Nigerians, Eritreans and Gambians were the top three migrant nationalities this year, the ministry said, and more than 125,000 are now living in Italian shelters.

(Reporting by Darrin Zammit Lupi on the Topaz Responder migrant rescue ship, Stephanie Nebehay in Geneva, and Ahmed Elumami in Tripoli; Writing by Steve Scherer; Editing by Mark Heinrich and Cynthia Osterman)

Want to save migrants in the Mediterranean? There’s an app for that

Migrants are seen on a partially submerged boat before to be rescued by Spanish fregate Reina Sofia

By Magdalena Mis

LONDON (Thomson Reuters Foundation) – A smartphone application that allows users to scan the Mediterranean for boats in distress is being tested by a migrant rescue service, which hopes that crowdsourced information will help it save more people.

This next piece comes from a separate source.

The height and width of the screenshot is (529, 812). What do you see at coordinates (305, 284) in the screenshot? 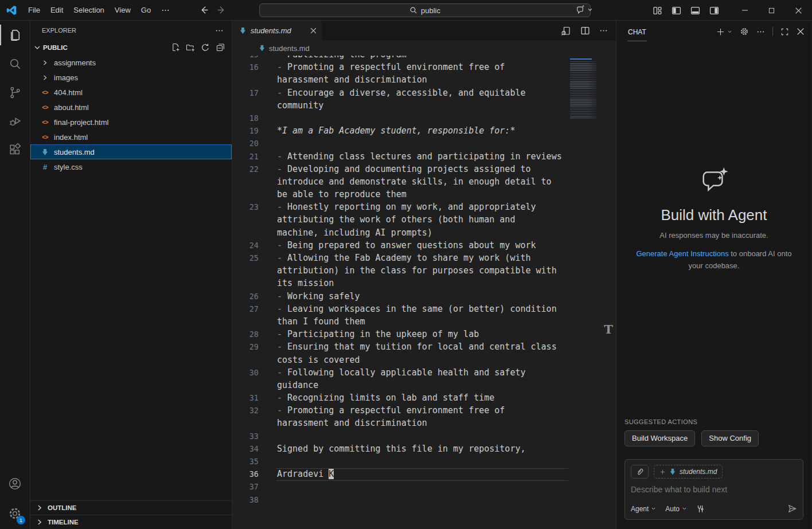
I see `code-text: its mission` at bounding box center [305, 284].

The I SEA App, available on iTunes, divides a satellite image of the sea route migrants are taking into millions of small plots which are, in turn, assigned to registered users.

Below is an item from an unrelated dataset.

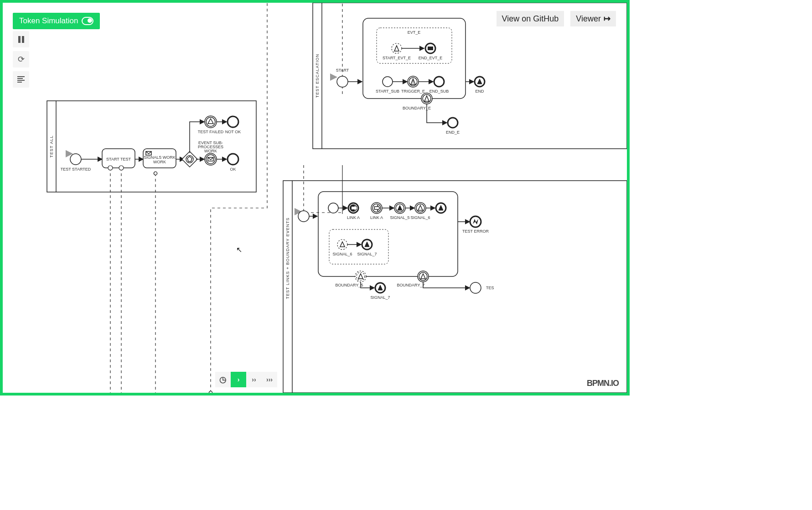 The width and height of the screenshot is (812, 510). Describe the element at coordinates (430, 58) in the screenshot. I see `svg-text: END_EVT_E` at that location.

Each user then monitors their plot through the app and can send an alert to the Malta-based Migrant Offshore Aid Station (MOAS) and the authorities if they spot potential trouble.

After receiving an alert, the authorities analyze the image and launch a rescue mission if necessary.

“The idea is that with more people getting interested you can cover bigger areas of the sea,” Ian Ruggier, MOAS head of operations, told the Thomson Reuters Foundation.

“It allows people to see that they are contributing towards saving lives. (The success) will depend on the popularity of the app,” he said by phone from Malta.

Migrants hoping to reach Italy from Libya pay hundreds of dollars to traffickers for a place in a boat. The vessels are often flimsy and ill-equipped for the journey across the Mediterranean.

The crossing is far more dangerous than that between Turkey and Greece, which was the busiest sea route until a deal to curb flows between the European Union and Turkey came into force in March.

So far this year more than 40,000 migrants have arrived in Italy after crossing the central Mediterranean, many fleeing poverty, repression and conflict in sub-Saharan Africa. More than 2,000 have died trying to make the crossing.

Launched in 2014, MOAS is the first privately funded migrant rescue service. It is already using drones in its rescue missions in the Mediterranean.

According to its website, MOAS rescued nearly 12,000 people in the first two years of becoming operational.

(Reporting by Magdalena Mis; Editing by Katie Nguyen; Please credit Thomson Reuters Foundation, the charitable arm of Thomson Reuters, that covers humanitarian news, women’s rights, corruption and climate change. Visit news.trust.org)

More storms for hard hit Houston, 5 dead

HOUSTON (Reuters) – Scores of schools were closed and cleanup was underway in Houston on Tuesday, a day after record rains hits the fourth most populous U.S. city, causing floods that left five dead and led to more than 1,000 water rescues.

The National Weather Service has put a flash flood watch in effect for large parts of the Houston area and into southwestern Louisiana on Tuesday. As much as 18 inches (45 cm) fell in some areas of Harris County, which contains Houston, and the weather service said heaviest daily rain records were set on Monday at the two main airports in the city.

More storms have been forecast for already saturated parts of Texas on Tuesday. About 9,000 customers were without power in the Houston area on Tuesday morning, a sharp decrease from more than 100,000 a day earlier, CenterPoint Energy said.

Flood waters that blocked roads to downtown and other main areas of the city have largely receded, with officials saying most people should be able to make it back to work.

“The city is back to normal operations but be careful driving in. Now we plan to help people recover from the flooding waters,” Houston Mayor Sylvester Turner said in a tweet.

As of 8 a.m. CDT (1300 GMT), there were more than 100 flight cancellations on Tuesday at Houston George Bush Intercontinental Airport, according to tracking service FlightAware.com. More than 1,000 flights were canceled at major Texas airports on Monday due to the storms.

Rains in other parts of the state were expected to cause rivers to crest later in the week, bringing floods to downstream areas, the weather service said.